The two-year extension ensures the Royals will keep Perez alongside Bobby Witt Jr., All-Star third baseman Maikel Garcia, and ace Cole Ragans through 2027, which will be prime contention years for a Kansas City team that went to the postseason in 2024. The AL Central is winnable and it would more difficult to win the division without Perez than with him.
That all said, Perez’s new contract does great some questions about his future defensive home, and also the team’s bevy of catcher prospects. Here are a few things Kansas City must now sort out with Perez locked up through 2027.
Where will Perez play?
Since 2000, only seven players have caught 170 games during their age 36-37 seasons, and only one has done it since 2009: A.J. Pierzynski (195 games from 2013-14). Even with the one-knee catching stance reducing wear and tear, catcher is usually a young player’s position. It is no surprise then that the Royals have cut back on Perez’s catching workload the last few years.
Here is the breakdown of Perez’s starts by position since the shortened pandemic season in 2020:
| Catcher | First base | DH | |
|---|---|---|---|
|
2021 |
75% |
25% |
|
|
2022 |
65% |
35% |
|
|
2023 |
64% |
15% |
21% |
|
2024 |
57% |
28% |
15% |
|
2025 |
57% |
18% |
25% |
The trend is clear. Fewer starts at catcher, more at first base and DH. Expect that to continue these next two years, perhaps to the point where Perez starts fewer than half his games behind the plate come 2027. Less time at catcher will put a bit more pressure on Perez’s bat, though his power plays at any position, plus he brings off-the-charts intangibles and leadership.
Something along the lines of 50% starts at catcher with 25% at first base and 25% at DH seems reasonable enough. That would still give Vinnie Pasquantino most of the playing time at first base. Perez will still catch a lot. That much is clear. He’s just unlikely to carry the enormous workloads he had earlier in his career. It’s time to scale back in an effort to keep him healthy and productive.
What about those catcher prospects?
One of them, Carter Jensen, made his MLB debut in September and impressed, hitting .300/.391/.550 with three home runs in 20 games. In those 20 games Carter split his workload evenly: 10 games at catcher and 10 at DH. The 22-year-old is Kansas City’s top prospect, per MLB Pipeline, and a big part of their future. He and Perez will again share catcher/DH time in 2026.
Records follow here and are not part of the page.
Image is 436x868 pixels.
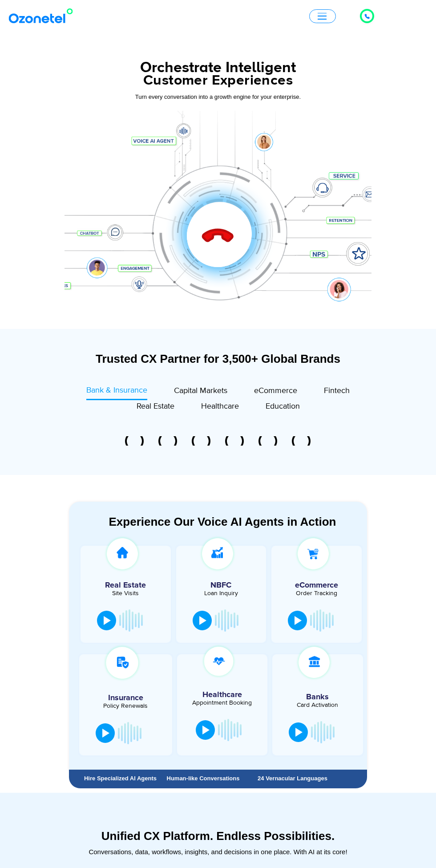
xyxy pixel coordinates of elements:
[78,515,367,529] div: Experience Our Voice AI Agents in Action
[174,385,228,400] a: Capital Markets
[85,590,166,597] div: Site Visits
[85,582,166,590] h5: Real Estate
[276,582,357,590] h5: eCommerce
[218,436,251,446] div: 4 of 6
[324,385,350,400] a: Fintech
[324,386,350,396] span: Fintech
[201,400,239,416] a: Healthcare
[181,582,262,590] h5: NBFC
[64,70,372,91] div: Customer Experiences
[74,848,362,855] div: Conversations, data, workflows, insights, and decisions in one place. With AI at its core!
[118,436,151,446] div: 1 of 6
[254,386,297,396] span: eCommerce
[82,776,158,781] div: Hire Specialized AI Agents
[251,436,285,446] div: 5 of 6
[86,385,147,400] a: Bank & Insurance
[253,776,333,781] div: 24 Vernacular Languages
[266,400,300,416] a: Education
[277,702,358,708] div: Card Activation
[201,401,239,411] span: Healthcare
[285,436,318,446] div: 6 of 6
[183,691,261,699] h5: Healthcare
[276,590,357,597] div: Order Tracking
[163,776,243,781] div: Human-like Conversations
[118,436,318,446] div: Image Carousel
[64,92,372,102] div: Turn every conversation into a growth engine for your enterprise.
[254,385,297,400] a: eCommerce
[84,694,168,702] h5: Insurance
[137,400,174,416] a: Real Estate
[137,401,174,411] span: Real Estate
[181,590,262,597] div: Loan Inquiry
[84,703,168,709] div: Policy Renewals
[185,436,218,446] div: 3 of 6
[74,829,362,844] div: Unified CX Platform. Endless Possibilities.
[69,351,367,367] div: Trusted CX Partner for 3,500+ Global Brands
[174,386,228,396] span: Capital Markets
[151,436,185,446] div: 2 of 6
[183,700,261,706] div: Appointment Booking
[266,401,300,411] span: Education
[86,386,147,396] span: Bank & Insurance
[64,60,372,75] div: Orchestrate Intelligent
[277,693,358,702] h5: Banks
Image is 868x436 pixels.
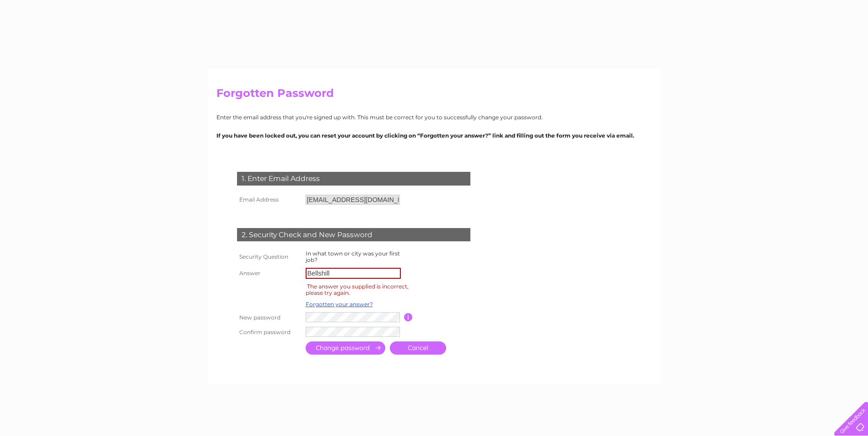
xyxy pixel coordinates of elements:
input: Information [404,313,413,322]
div: 1. Enter Email Address [237,172,470,186]
th: Security Question [235,248,304,265]
div: The answer you supplied is incorrect, please try again. [306,282,409,298]
p: Enter the email address that you're signed up with. This must be correct for you to successfully ... [217,113,653,122]
th: Confirm password [235,325,304,339]
th: New password [235,310,304,325]
th: Email Address [235,192,304,207]
input: Submit [306,342,386,355]
div: 2. Security Check and New Password [237,228,470,242]
h2: Forgotten Password [217,87,653,104]
a: Forgotten your answer? [306,301,373,308]
a: Cancel [390,342,447,355]
label: In what town or city was your first job? [306,250,400,263]
p: If you have been locked out, you can reset your account by clicking on “Forgotten your answer?” l... [217,131,653,140]
th: Answer [235,265,304,281]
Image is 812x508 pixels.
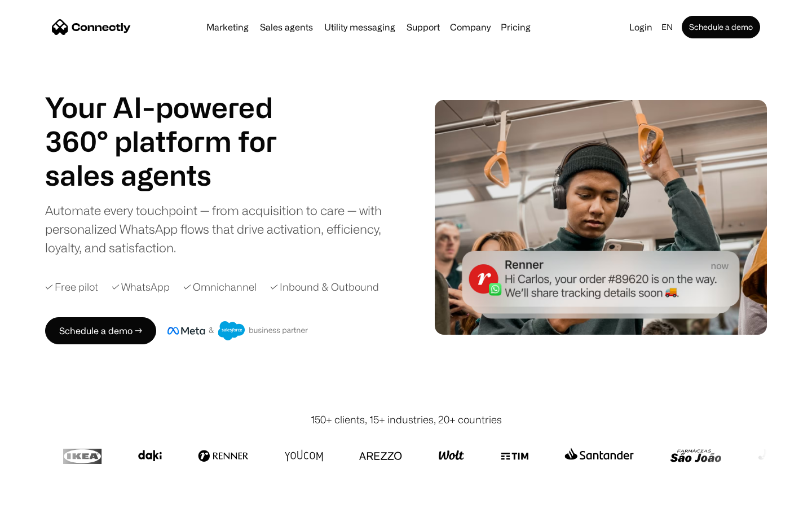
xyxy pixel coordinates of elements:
[682,16,760,38] a: Schedule a demo
[45,317,156,344] a: Schedule a demo →
[202,22,253,32] a: Marketing
[496,22,535,32] a: Pricing
[270,279,379,295] div: ✓ Inbound & Outbound
[45,90,304,158] h1: Your AI-powered 360° platform for
[184,279,257,295] div: ✓ Omnichannel
[662,19,673,35] div: en
[402,22,444,32] a: Support
[450,19,490,35] div: Company
[45,279,98,295] div: ✓ Free pilot
[112,279,170,295] div: ✓ WhatsApp
[22,489,68,504] ul: Language list
[11,487,68,504] aside: Language selected: English
[168,321,309,340] img: Meta and Salesforce business partner badge.
[256,22,317,32] a: Sales agents
[320,22,400,32] a: Utility messaging
[625,19,657,35] a: Login
[311,412,502,427] div: 150+ clients, 15+ industries, 20+ countries
[45,201,400,257] div: Automate every touchpoint — from acquisition to care — with personalized WhatsApp flows that driv...
[45,158,304,192] h1: sales agents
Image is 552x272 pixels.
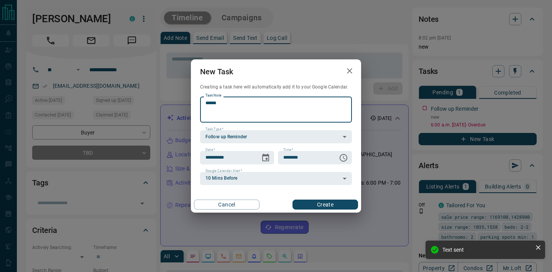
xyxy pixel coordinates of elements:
button: Create [292,200,358,210]
h2: New Task [191,59,242,84]
button: Choose time, selected time is 6:00 AM [336,150,351,166]
div: 10 Mins Before [200,172,352,185]
label: Task Type [205,127,223,132]
div: Follow up Reminder [200,130,352,143]
label: Google Calendar Alert [205,169,242,174]
button: Choose date, selected date is Sep 14, 2025 [258,150,273,166]
label: Time [283,148,293,152]
button: Cancel [194,200,259,210]
label: Date [205,148,215,152]
p: Creating a task here will automatically add it to your Google Calendar. [200,84,352,90]
label: Task Note [205,93,221,98]
div: Text sent [442,247,532,253]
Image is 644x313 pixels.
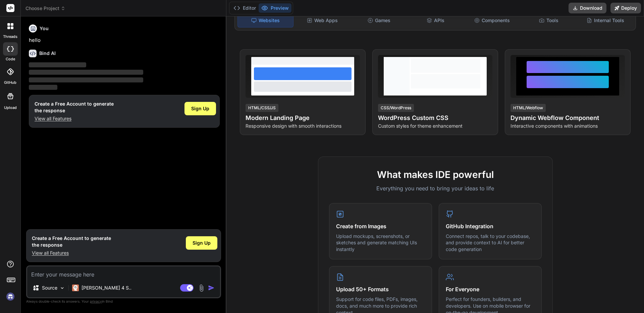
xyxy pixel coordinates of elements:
[238,13,294,27] div: Websites
[29,37,220,44] p: hello
[208,285,215,291] img: icon
[6,56,15,62] label: code
[295,13,350,27] div: Web Apps
[90,299,102,303] span: privacy
[246,113,360,123] h4: Modern Landing Page
[81,285,131,291] p: [PERSON_NAME] 4 S..
[193,240,211,246] span: Sign Up
[4,80,17,86] label: GitHub
[40,25,49,32] h6: You
[191,105,209,112] span: Sign Up
[29,77,143,82] span: ‌
[3,34,18,40] label: threads
[4,105,17,111] label: Upload
[231,3,259,13] button: Editor
[34,100,114,114] h1: Create a Free Account to generate the response
[5,291,16,302] img: signin
[246,123,360,129] p: Responsive design with smooth interactions
[25,5,65,12] span: Choose Project
[329,168,542,182] h2: What makes IDE powerful
[29,70,143,75] span: ‌
[336,285,425,293] h4: Upload 50+ Formats
[26,298,221,305] p: Always double-check its answers. Your in Bind
[29,62,86,68] span: ‌
[511,113,625,123] h4: Dynamic Webflow Component
[32,250,111,257] p: View all Features
[32,235,111,248] h1: Create a Free Account to generate the response
[578,13,633,27] div: Internal Tools
[34,115,114,122] p: View all Features
[42,285,57,291] p: Source
[511,123,625,129] p: Interactive components with animations
[521,13,577,27] div: Tools
[329,184,542,193] p: Everything you need to bring your ideas to life
[246,104,278,112] div: HTML/CSS/JS
[511,104,546,112] div: HTML/Webflow
[336,222,425,230] h4: Create from Images
[378,104,414,112] div: CSS/WordPress
[446,222,535,230] h4: GitHub Integration
[446,233,535,253] p: Connect repos, talk to your codebase, and provide context to AI for better code generation
[378,113,493,123] h4: WordPress Custom CSS
[29,85,57,90] span: ‌
[351,13,407,27] div: Games
[336,233,425,253] p: Upload mockups, screenshots, or sketches and generate matching UIs instantly
[378,123,493,129] p: Custom styles for theme enhancement
[465,13,520,27] div: Components
[408,13,463,27] div: APIs
[611,2,641,13] button: Deploy
[259,3,292,13] button: Preview
[446,285,535,293] h4: For Everyone
[72,285,79,291] img: Claude 4 Sonnet
[569,2,606,13] button: Download
[59,285,65,291] img: Pick Models
[39,50,56,57] h6: Bind AI
[198,284,205,292] img: attachment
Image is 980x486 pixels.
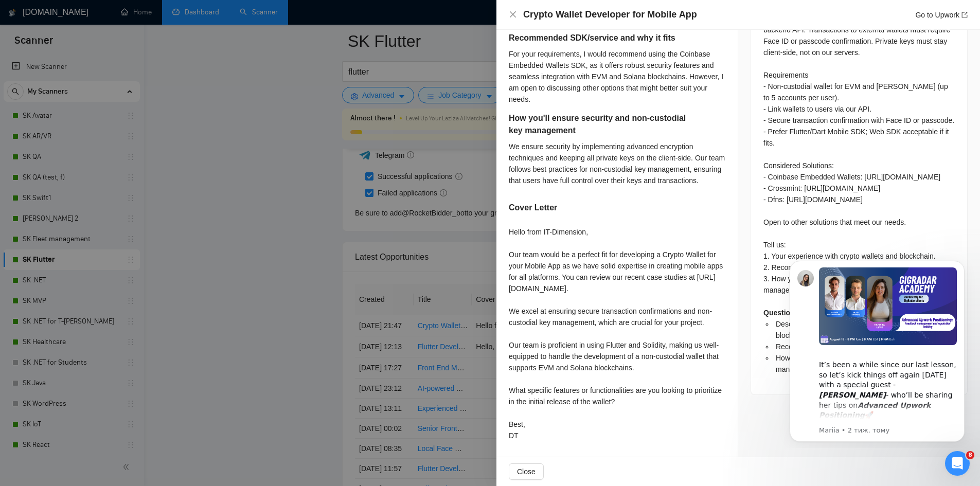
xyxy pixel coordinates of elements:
span: close [509,10,517,18]
a: Go to Upworkexport [915,11,967,19]
button: Close [509,10,517,19]
h5: How you'll ensure security and non-custodial key management [509,112,693,137]
iframe: Intercom live chat [945,451,970,476]
span: 8 [966,451,974,459]
button: Close [509,464,544,480]
h5: Cover Letter [509,202,557,214]
iframe: Intercom notifications повідомлення [774,252,980,448]
span: export [962,12,967,18]
h4: Crypto Wallet Developer for Mobile App [523,8,697,21]
span: Close [517,466,536,478]
div: For your requirements, I would recommend using the Coinbase Embedded Wallets SDK, as it offers ro... [509,48,725,105]
div: We ensure security by implementing advanced encryption techniques and keeping all private keys on... [509,141,725,186]
strong: Questions: [763,309,801,317]
div: Hello from IT-Dimension, Our team would be a perfect fit for developing a Crypto Wallet for your ... [509,226,725,441]
h5: Recommended SDK/service and why it fits [509,32,693,44]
Jensen is not the Royals’ only touted catcher prospect, however. Blake Mitchell, their 2023 first-round pick, is a consensus top 100 prospect. Ramon Ramirez is regarded as one of their 10 best prospects as well. He’s also a catcher. The Royals have Perez under contract through 2027 plus three well-regarded catcher prospects in the system. How do they handle this?
For starters, this is not something the Royals have to figure out right now. Jensen and Perez can coexist on the MLB roster and neither Mitchell nor Ramirez have played a game above Single-A. They’re still at least one year away from the big leagues, likely more given the steep development curve for catchers. Perez and Mitchell/Ramirez may never be on the same MLB roster!
Also, catchers are always valuable trade chips. If the Royals decide Jensen is their guy long-term, they can use Mitchell and/or Ramirez to get help elsewhere on the roster (outfield, hint hint). Mitchell, Ramirez, and even Jensen are hardly proven commodities. If the Royals find themselves with too many good catchers in a year or two, they should celebrate, not worry.
The Royals went 82-80 in 2025 but were better in the second half (35-30) than the first (47-50). With better health and a few new outfielders, Kansas City can return to the postseason in 2026. The hardest part of the building the roster is done. They have their foundation in Garcia, Pasquantino, Perez, Ragans, and Witt. Now they just have to upgrade the supporting cast.
The post What Salvador Perez’s contract extension means for the Royals lineup and their catching prospects first appeared on OKC Sports Radio.